Christoph Meier, Ute Müller, Robert Schwarz, Lukas Stopczynski
Etablissement d’en face, 2021
various materials
variable dimensions
with performances by Gijs Milius, Harald Thys, Margot Vanheusden, Etienne Wynants et. al


exhibition views WAF Galerie, Vienna / AT
images: Ute Müller



Administration, Procrastination, Conversion: An Office in Brussels (Belgium)
Thoughts on a project by Christoph Meier, Ute Müller, Lukas Stopczynski and Robert Schwarz

From the 1960s onwards, the office as a metaphor took on a central position in art discourse, not only in that Benjamin Buchloh spoke of the "aesthetics of administration": the rhetoric of mathematics, numbers, files and other administrative materials became the focus of conceptual artistic creation, preferably by white men, as a critical appropriation. Joseph Beuys implanted a real office at Documenta 5 (1972), for "direct democracy". In any case, it became clear that the exhibition space as a container is just as little neutral as the unbroken alpine white of global art space and museum walls suggesting its innocence, but that is another story.

Through further exploration of the often cited "context" - and vice versa - acts of organisation and planning that precede artistic expressions and productions successively became the focus of creation itself - which, according to the rule of alternating fashions, reached new heights in the 1990s; in Vienna, the keywords "Depot" or " Wochenklausur " should be mentioned. And the founding members of Etablissement d'en Face were undoubtedly aware of this fact when they opened their space 30 years ago in 1991, even though the pragmatically and cleverly chosen name (Etablissement d'en Face = space opposite) wants to convey the idea of an outside - a position that has long seemed difficult to impossible to take from the realm of art.

Where, if anywhere, could such an "outside" still be located? But slowly. Christoph Meier, Ute Müller, Lukas Stopczynski and Robert Schwarz were guests at Etablissement d'en face for a summer in autumn 2017, when they installed the third version of their replica Loos-Bar, entitled "Strookoffer" and escalated in many respects, in the basement of the current space opposite BOZAR in Brussels. For three months, work was always done there at night, "underground", in retrospect a social place that has made it into Brussels' hazy collective memory. As artists, Meier, Müller, Stopczynski and Schwarz were also interested in presenting in exhibition spaces above, something that has so far been denied despite many discussions in the office from where the programme planning is controlled.

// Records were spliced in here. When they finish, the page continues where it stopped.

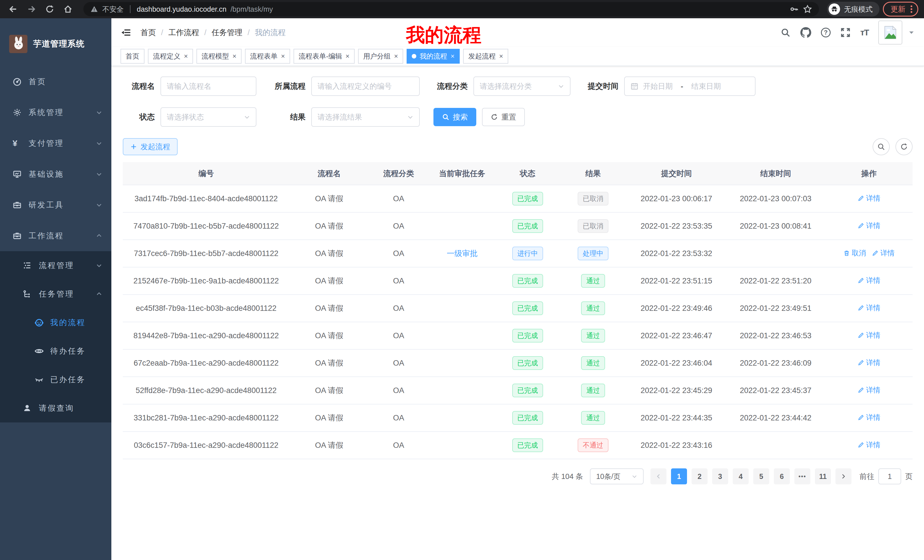 Image resolution: width=924 pixels, height=560 pixels. Describe the element at coordinates (782, 476) in the screenshot. I see `page-button-6: 6` at that location.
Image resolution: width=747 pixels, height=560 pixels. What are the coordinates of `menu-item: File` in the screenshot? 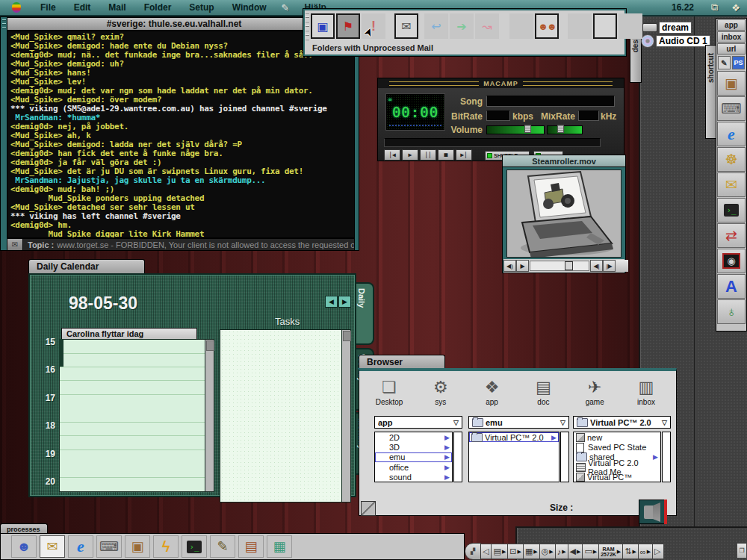 It's located at (48, 7).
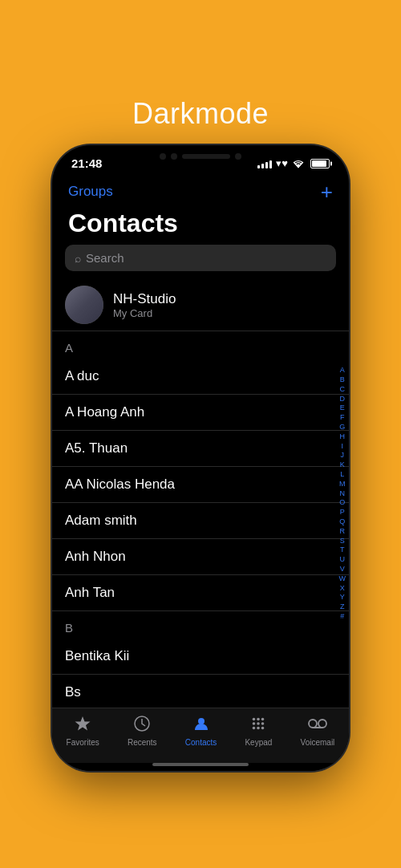 Image resolution: width=401 pixels, height=868 pixels. I want to click on alpha-L: L, so click(342, 475).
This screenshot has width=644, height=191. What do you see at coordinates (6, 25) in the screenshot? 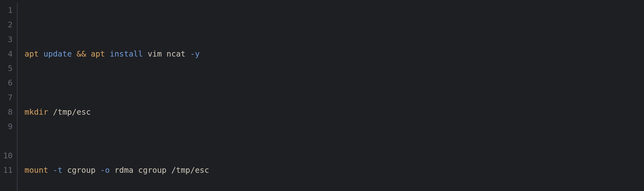
I see `line-number: 2` at bounding box center [6, 25].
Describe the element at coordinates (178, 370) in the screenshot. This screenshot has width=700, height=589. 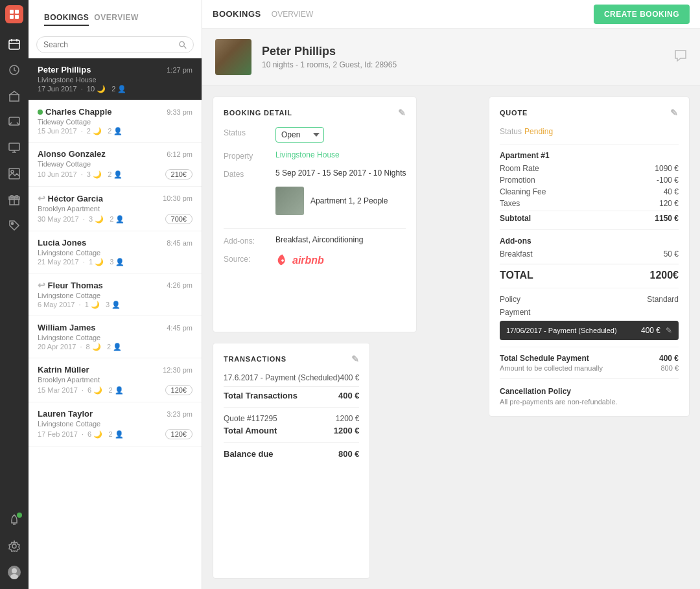
I see `booking-time: 12:30 pm` at that location.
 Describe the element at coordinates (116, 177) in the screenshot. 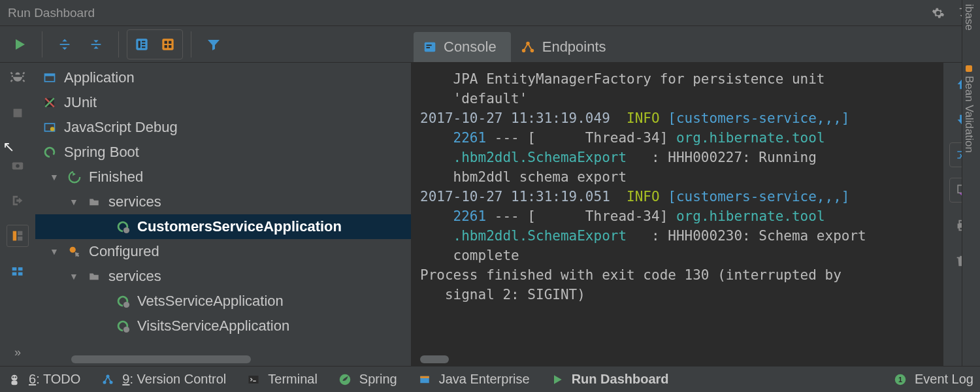

I see `tree-finished-label: Finished` at that location.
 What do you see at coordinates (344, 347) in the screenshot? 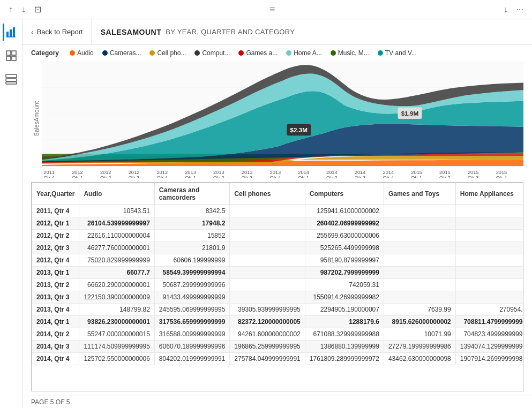
I see `table-cell: 1386880.139999999` at bounding box center [344, 347].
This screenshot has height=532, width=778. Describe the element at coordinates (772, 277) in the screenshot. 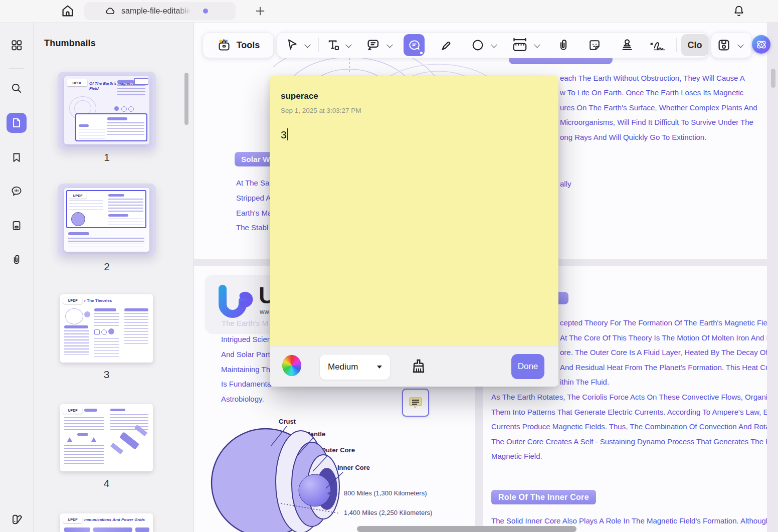

I see `canvas-right-margin` at that location.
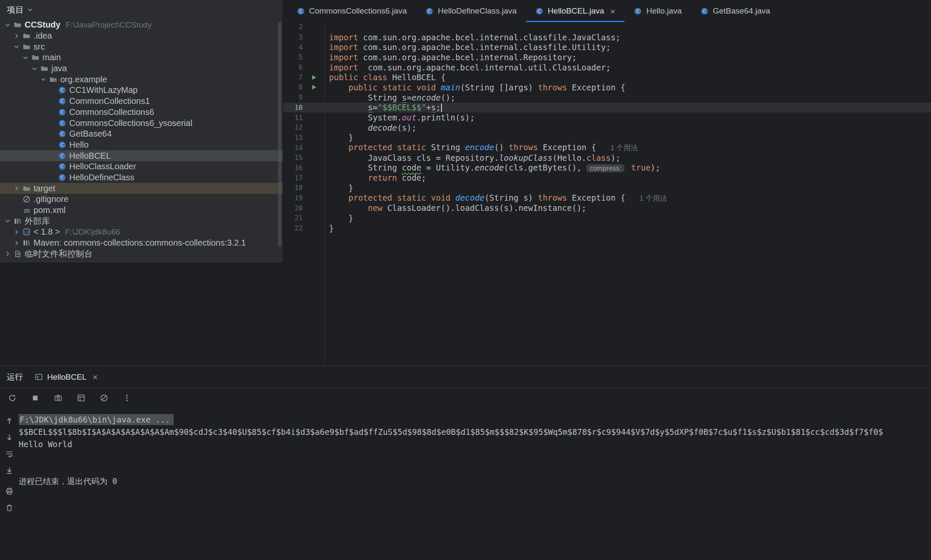 The height and width of the screenshot is (560, 931). Describe the element at coordinates (141, 156) in the screenshot. I see `tree-item-hellobcel: CHelloBCEL` at that location.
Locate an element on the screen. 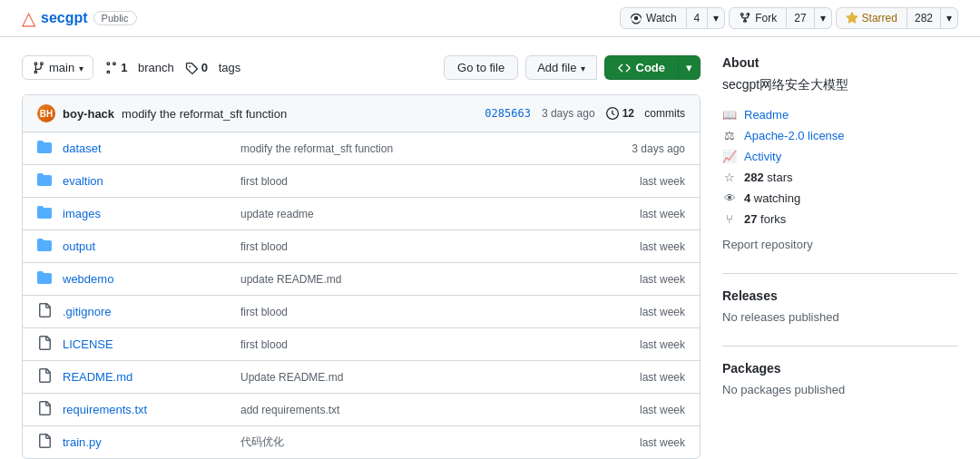 This screenshot has height=459, width=980. file-name: .gitignore is located at coordinates (144, 312).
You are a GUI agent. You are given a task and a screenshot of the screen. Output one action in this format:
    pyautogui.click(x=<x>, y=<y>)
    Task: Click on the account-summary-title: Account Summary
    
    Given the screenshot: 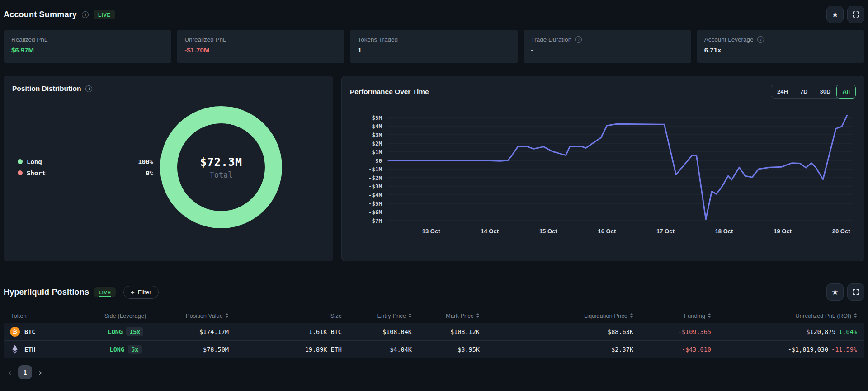 What is the action you would take?
    pyautogui.click(x=40, y=14)
    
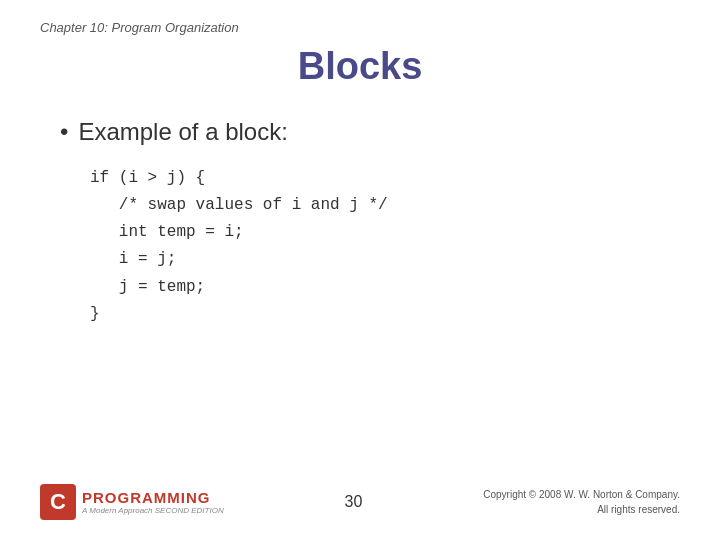 The image size is (720, 540). I want to click on code-line-3: int temp = i;, so click(385, 232).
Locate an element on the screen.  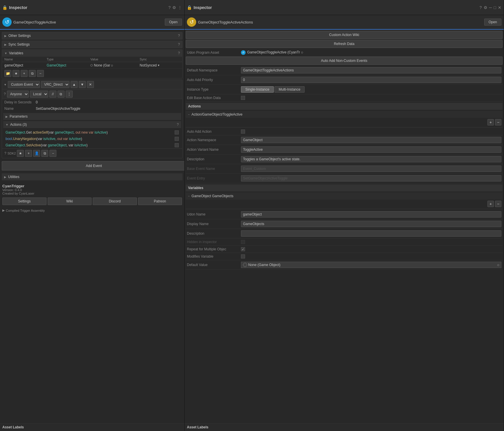
event-local-select: Local is located at coordinates (39, 94).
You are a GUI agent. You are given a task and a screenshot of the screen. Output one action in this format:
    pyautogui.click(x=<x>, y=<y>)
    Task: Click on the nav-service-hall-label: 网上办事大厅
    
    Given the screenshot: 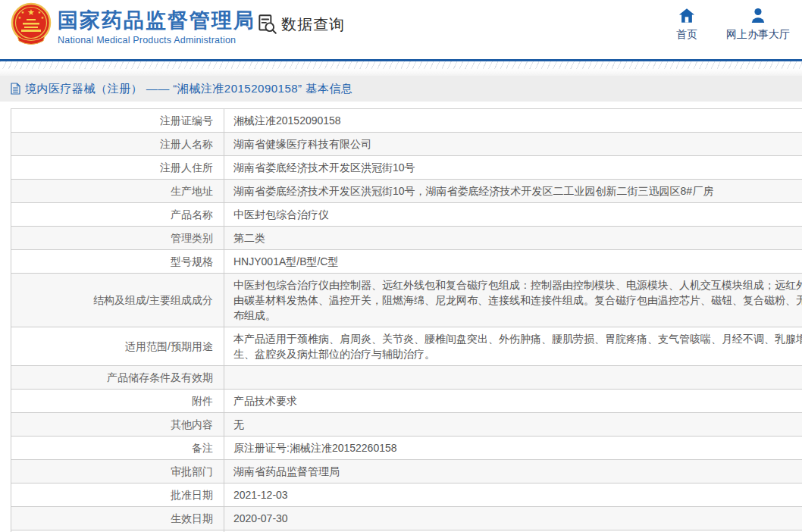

So for the time being, the only thing left for the artists to do was to better understand this office and how it works. From here, the plan developed to mirror it sculpturally, which also corresponds to a continuation of their scaling works of the Loos Bar. This applies, for example, to the extra-modernist furniture designed by Harald Thys, which defies descriptive adjectives, but also to the things that have accumulated in this place over the years: artworks, books, plants, countless things - resinous, lived-through, dusty things, real "stuff" according to Heidegger, which seem increasingly lost in the touchscreen world. In the office of Etablissement d'en face, stuff includes computer technology. While processor speeds have doubled every year for the last 30 years, here they once upgraded from the 186 to the 386 processor and, to counteract this step, proportionally halved the response speed to emails and messages, if they can enter the office at all through the 14.4 modem.

As in any institution, the dominant systems of power are also reflected in the design: the centrally draped leather visitor's chair, within which visitors are nestled in the centre, as if out of sight of the operators, during often hours-long discussions full of pauses, jokes, monologues and red wine. The complete title of Benjamin Buchloh's text mentioned at the beginning is "From the Aesthetics of Administration to the Critique of the Institution" - and the content of the second part of the title has degenerated into a numb routine in the current art business. Institutional critique at the heart of this Brussels institution, on the other hand, is achieved by slowing everything down to a standstill, by vaporising economies of attention, indeed, by making this office "la part de l'ombre", where - to finally quote Georges Bataille - a "shadow side that is part of our self, a space out of control, outside geography, time and moralistic codes" is formulated. This outside finally materialises with the inside of the office of Etablissement d'en face, Brussels, which outside Brussels, mirrored in Vienna, again poses the question of what an exhibition can be and achieve.